The driver held up the horses, but Rutherford said move on. He’d stood from the coffin and put his colossal revolver to Abe’s head. “This road is full a ruts,” he told him, “and my finger’s inside the guard.”
Abe shouted at him: “Well go on Admiral Dot and squeeze it!”
Goldie had opened her eyes long enough to see the gun at Abe’s head, and when she shut them again, she gathered her air and coiled herself and let out a war cry so full as to ring the ears of the dead. It set the skinny preacher’s arm hair on end. It panicked the breath of officer Reed, and it ceased the barking of those hawking corn salve and silver and fixed games of chance.
Rutherford grit his teeth and told the driver to see to his buggy whip.

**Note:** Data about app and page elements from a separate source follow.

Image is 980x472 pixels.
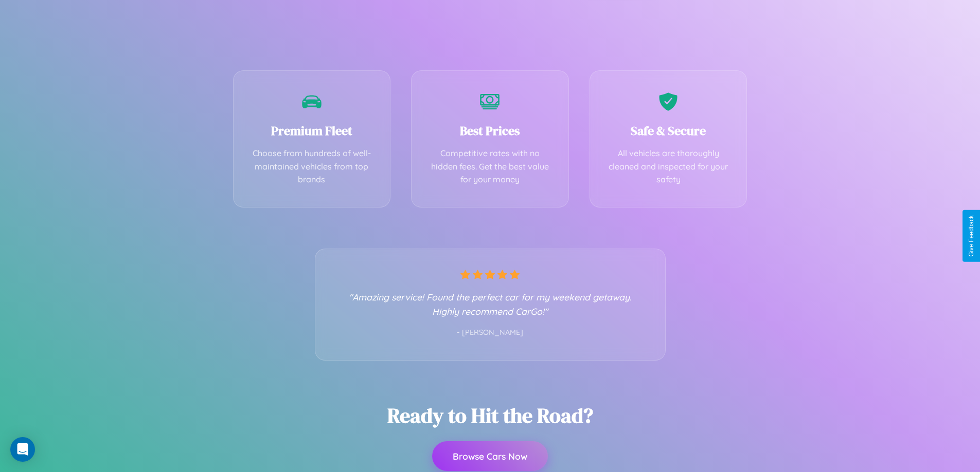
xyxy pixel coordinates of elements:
[388,402,593,430] h2: Ready to Hit the Road?
[249,147,375,186] p: Choose from hundreds of well-maintained vehicles from top brands
[432,442,548,471] button: Browse Cars Now
[427,147,553,186] p: Competitive rates with no hidden fees. Get the best value for your money
[605,123,732,139] h3: Safe & Secure
[336,289,644,319] p: "Amazing service! Found the perfect car for my weekend getaway. Highly recommend CarGo!"
[968,216,974,257] div: Give Feedback
[336,326,644,339] p: - [PERSON_NAME]
[427,123,553,139] h3: Best Prices
[249,123,375,139] h3: Premium Fleet
[10,437,35,462] div: Open Intercom Messenger
[605,147,732,186] p: All vehicles are thoroughly cleaned and inspected for your safety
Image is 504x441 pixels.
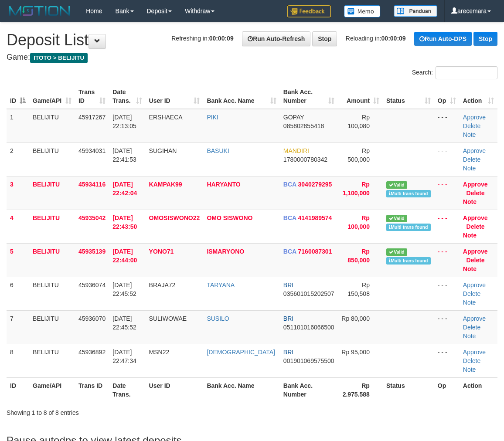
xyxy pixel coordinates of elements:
[109,378,145,402] th: Date Trans.
[382,35,406,42] strong: 00:00:09
[463,181,488,188] a: Approve
[7,310,29,344] td: 7
[149,282,176,289] span: BRAJA72
[467,257,485,264] a: Delete
[113,315,136,331] span: [DATE] 22:45:52
[7,243,29,277] td: 5
[207,315,229,322] a: SUSILO
[284,147,309,154] span: MANDIRI
[29,243,75,277] td: BELIJITU
[342,315,370,322] span: Rp 80,000
[463,315,486,322] a: Approve
[113,147,136,163] span: [DATE] 22:41:53
[435,210,460,243] td: - - -
[29,109,75,143] td: BELIJITU
[7,5,73,18] img: MOTION_logo.png
[7,405,204,417] div: Showing 1 to 8 of 8 entries
[348,248,370,264] span: Rp 850,000
[109,84,145,109] th: Date Trans.: activate to sort column ascending
[7,109,29,143] td: 1
[203,84,280,109] th: Bank Acc. Name: activate to sort column ascending
[29,344,75,378] td: BELIJITU
[280,84,338,109] th: Bank Acc. Number: activate to sort column ascending
[149,215,200,221] span: OMOSISWONO22
[75,378,109,402] th: Trans ID
[386,257,431,264] span: Multiple matching transaction found in bank
[113,349,136,365] span: [DATE] 22:47:34
[7,53,497,62] h4: Game:
[435,176,460,210] td: - - -
[463,349,486,356] a: Approve
[463,123,481,130] a: Delete
[298,181,332,188] span: Copy 3040279295 to clipboard
[284,349,294,356] span: BRI
[463,266,477,273] a: Note
[338,84,383,109] th: Amount: activate to sort column ascending
[149,315,187,322] span: SULIWOWAE
[149,114,183,121] span: ERSHAECA
[348,147,370,163] span: Rp 500,000
[284,248,297,255] span: BCA
[78,282,106,289] span: 45936074
[435,277,460,310] td: - - -
[338,378,383,402] th: Rp 2.975.588
[78,315,106,322] span: 45936070
[463,232,477,239] a: Note
[7,378,29,402] th: ID
[412,66,497,79] label: Search:
[7,210,29,243] td: 4
[146,378,204,402] th: User ID
[149,181,182,188] span: KAMPAK99
[435,344,460,378] td: - - -
[29,210,75,243] td: BELIJITU
[78,248,106,255] span: 45935139
[463,131,476,138] a: Note
[7,176,29,210] td: 3
[394,5,438,17] img: panduan.png
[149,349,170,356] span: MSN22
[284,215,297,221] span: BCA
[386,224,431,231] span: Multiple matching transaction found in bank
[386,248,407,256] span: Valid transaction
[29,277,75,310] td: BELIJITU
[383,84,435,109] th: Status: activate to sort column ascending
[342,349,370,356] span: Rp 95,000
[29,176,75,210] td: BELIJITU
[435,378,460,402] th: Op
[113,282,136,297] span: [DATE] 22:45:52
[78,215,106,221] span: 45935042
[78,181,106,188] span: 45934116
[7,277,29,310] td: 6
[435,84,460,109] th: Op: activate to sort column ascending
[113,181,137,197] span: [DATE] 22:42:04
[30,53,88,63] span: ITOTO > BELIJITU
[386,182,407,189] span: Valid transaction
[7,84,29,109] th: ID: activate to sort column descending
[463,324,481,331] a: Delete
[312,31,337,46] a: Stop
[7,143,29,176] td: 2
[284,282,294,289] span: BRI
[7,31,497,49] h1: Deposit List
[203,378,280,402] th: Bank Acc. Name
[435,143,460,176] td: - - -
[207,248,244,255] a: ISMARYONO
[287,5,331,18] img: Feedback.jpg
[78,147,106,154] span: 45934031
[29,310,75,344] td: BELIJITU
[78,349,106,356] span: 45936892
[242,31,310,46] a: Run Auto-Refresh
[284,290,334,297] span: Copy 035601015202507 to clipboard
[172,35,233,42] span: Refreshing in:
[463,358,481,365] a: Delete
[460,378,497,402] th: Action
[463,114,486,121] a: Approve
[113,215,137,230] span: [DATE] 22:43:50
[463,299,476,306] a: Note
[207,215,253,221] a: OMO SISWONO
[383,378,435,402] th: Status
[298,248,332,255] span: Copy 7160087301 to clipboard
[386,190,431,198] span: Multiple matching transaction found in bank
[463,199,477,205] a: Note
[463,282,486,289] a: Approve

Abe sat on his coffin and swayed in time with the rusted wagon springs. His head knocked the barrel of the long short gun, but he did not much feel it. His ears caught the echo of his woman’s din, but he did not much hear it. His eyes looked ahead to the waiting gallows, but he did not much see it.
The people had amassed there, four thousand strong. Most had traveled from Mingo or from Mercer. They’d
caught wind the day before and made haste to see the show. They stood upon a plot northeast of Elkhorn Creek, a flat patch where a house of ill fame had once held sway as the unofficial boundary to Cinder Bottom, Keystone’s red-light district. Now the land had been carved and leveled by seventeen mule teams in preparation for a new switchout and tipple. The people filled it up and stood on their wagons. They covered the surrounding hillsides, slipping and lending one another a hand. They waited fifty deep in line for hot roasted peanuts at five cents a bag, and they pressed against the barbed wire fence that circled the scaffold stage.
The gallows platform was wide and high, its ladder bearing thirteen steps and its side-by-side traps triggered by a singular lever. It had been built by a stranger. An Italian master carpenter with the straight-ahead eyes of a clergyman who called himself Signore Buonostirpe. He’d walked into Judge Beavers’ office early Thursday morning and proclaimed, “I make catafalco. I make for nothing.” He had a letter from George Maledon at Fort Smith Arkansas which read:
This man has a gift from God, and it is to build, completely gratis, the most beautiful killing mechanisms you’re likely to see
. Buonostirpe said he believed the guilty should pay with their lives. He wanted only to have his choice of timber and to work in solitude. He was granted both, and in two days’ time, he’d built the custom long-drop scaffold. The beams were spruce. The encased bottom, sweetgum. It was costly to panel the high pillars, but encased bottoms were
customary since 1901 when Black Jack Tom Ketchum had been decapitated by a long-drop gallows in New Mexico.
Four policemen hopped from the surrey and cleared an entrance at the fence gate. It took some time. The people were thick, and when they parted, they pressed against one another in a ripple. The wagons rolled inside, and the gate was latched behind. Abe and Goldie stood from their coffin tops and waited.
The officers toted stepladders to the rear of each wagon. Rutherford and the skinny preacher descended like the rest. Reed did not. He unhitched a key ring from his belt and bent at Goldie’s side.
“What are you doing?” Rutherford called up.
Reed said, “We undo their ankles now. Less you want to carry Baach up that pitch.”
Rutherford looked at the stairs awaiting. He mumbled for Reed to hurry on and do it.